BIOLOGY 119 Students Reviews Training Modules. Joseph Macia graceful photo

“I think there should certainly be limits on the units on which they can help and the places where they are safe,” said Raygan Hawkins, a UNC and CNA student registered for UNC hospitals.

Hawkins, whose work includes patient session, said it thought that patients’ pupils of the patients should remain in low acuity roles such as the care of older patients, which Zomorodi stressed is the ‘One of the responsibilities of the Garden Students.

“I think it would be very useful for guards (students) to help nursing homes or perhaps even surgical places for hospitalized patients where (patients) are bedridden, but they are also completely competent and this Like if they need help, you can alert someone, ”Hawkins says.

Justin Gettings, assistant professor at UNC and the doctor in the departments of psychiatry and emergency medicine in UNC hospitals, agrees with Hawkins’ point of view that guards can be precious in specific contexts .
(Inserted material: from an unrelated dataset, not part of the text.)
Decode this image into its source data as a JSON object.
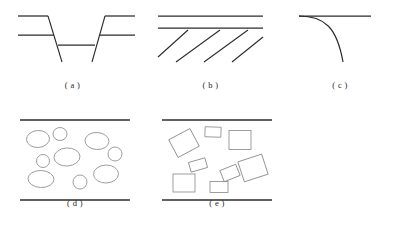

“I could see a really useful goalkeeper with an elderly patient or a denied patient,” said Gettings. “These patients will want to wander, they will leave, they will need someone who can be calm and reassuring.”
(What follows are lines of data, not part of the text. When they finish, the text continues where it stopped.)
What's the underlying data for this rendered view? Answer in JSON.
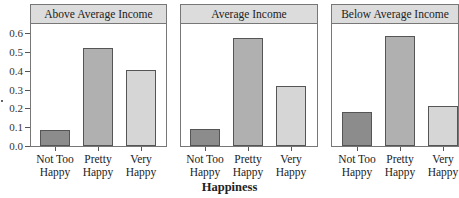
{
  "chart_data": {
    "type": "bar",
    "title": "",
    "xlabel": "Happiness",
    "ylabel": "",
    "ylim": [
      0,
      0.65
    ],
    "yticks": [
      "0.0",
      "0.1",
      "0.2",
      "0.3",
      "0.4",
      "0.5",
      "0.6"
    ],
    "categories": [
      "Not Too Happy",
      "Pretty Happy",
      "Very Happy"
    ],
    "category_lines": [
      [
        "Not Too",
        "Happy"
      ],
      [
        "Pretty",
        "Happy"
      ],
      [
        "Very",
        "Happy"
      ]
    ],
    "bar_colors": [
      "#8c8c8c",
      "#b0b0b0",
      "#d6d6d6"
    ],
    "grid": false,
    "legend": null,
    "panels": [
      {
        "name": "Above Average Income",
        "values": [
          0.085,
          0.52,
          0.4
        ]
      },
      {
        "name": "Average Income",
        "values": [
          0.09,
          0.57,
          0.32
        ]
      },
      {
        "name": "Below Average Income",
        "values": [
          0.18,
          0.58,
          0.21
        ]
      }
    ]
  },
  "colors": {
    "header_fill": "#dcdcdc",
    "border": "#777777"
  }
}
While students-Garders can have a useful role, objects highlighted the importance of knowing its limits when they work in health care.

“Knowing your scope is so important in medicine, so knowing what I am trained to do and what I feel comfortable is really a critical step in the training of anyone in the medical field,” said Gettings . “So, as long as the goalkeeper knows what they are there to do and feels confident in the kind of implementation of the next steps they need to get more level of higher level, so I think it is is a reasonable thing. “

Zomorodi said that students are not allowed on the psychiatric floor and they are not allowed to serve as a patient’s caretaker for other UNC students or teachers. However, while Zomorodi considers that the expansion of the program, health workers such as Hawkins emphasize the guarantee of certain training requirements, such as prevention and intervention training in crisis, remain in place .

Crisis prevention and intervention training can be different depending on the role of the health worker. However, the central objective is to defuse situations in a non -violent manner, according to Crisis Prevention Institute.

“I would never say that I have not prepared myself without preparation,” said Mallory Tadlor, a current student from the UNC and former biology goalkeeper 119. “I think the modules of the training we had to follow M ‘really helped in the scenarios. So it really helped my comfort level.

The Student Patient Sitter program not only helped students have their comfort levels, but also reaffirmed their confidence in the medical field in the future.

“I learned a lot about myself and what I wanted to continue in the future (which is) very difficult to know. So, without having any experience, I found it such a great resource, “said Tadlock.

Zomorodi said it hoped to offer this program to rural communities where there are a significant number of students applying for health professions. She wants to work with partners such as UNC Pembroke and UNC Wilmington.

Based on Tadlock’s comments and others, the implementation of this program in other hospitals may have a significant impact on health care experiences for patients and students.

“The first thing we heard from our nursing colleagues in the professional schools to which students apply, or even our colleagues from the Faculty of Medicine, is that if you can do patients seated, you can probably do anything” , said Zomorodi.

UNC Media HUB is a cohort of students from various concentrations within the Hussman School of Journalism and Media of the UNC Chapel Hill who collaborate to produce high -level integrated media packages covering North Carolina stories.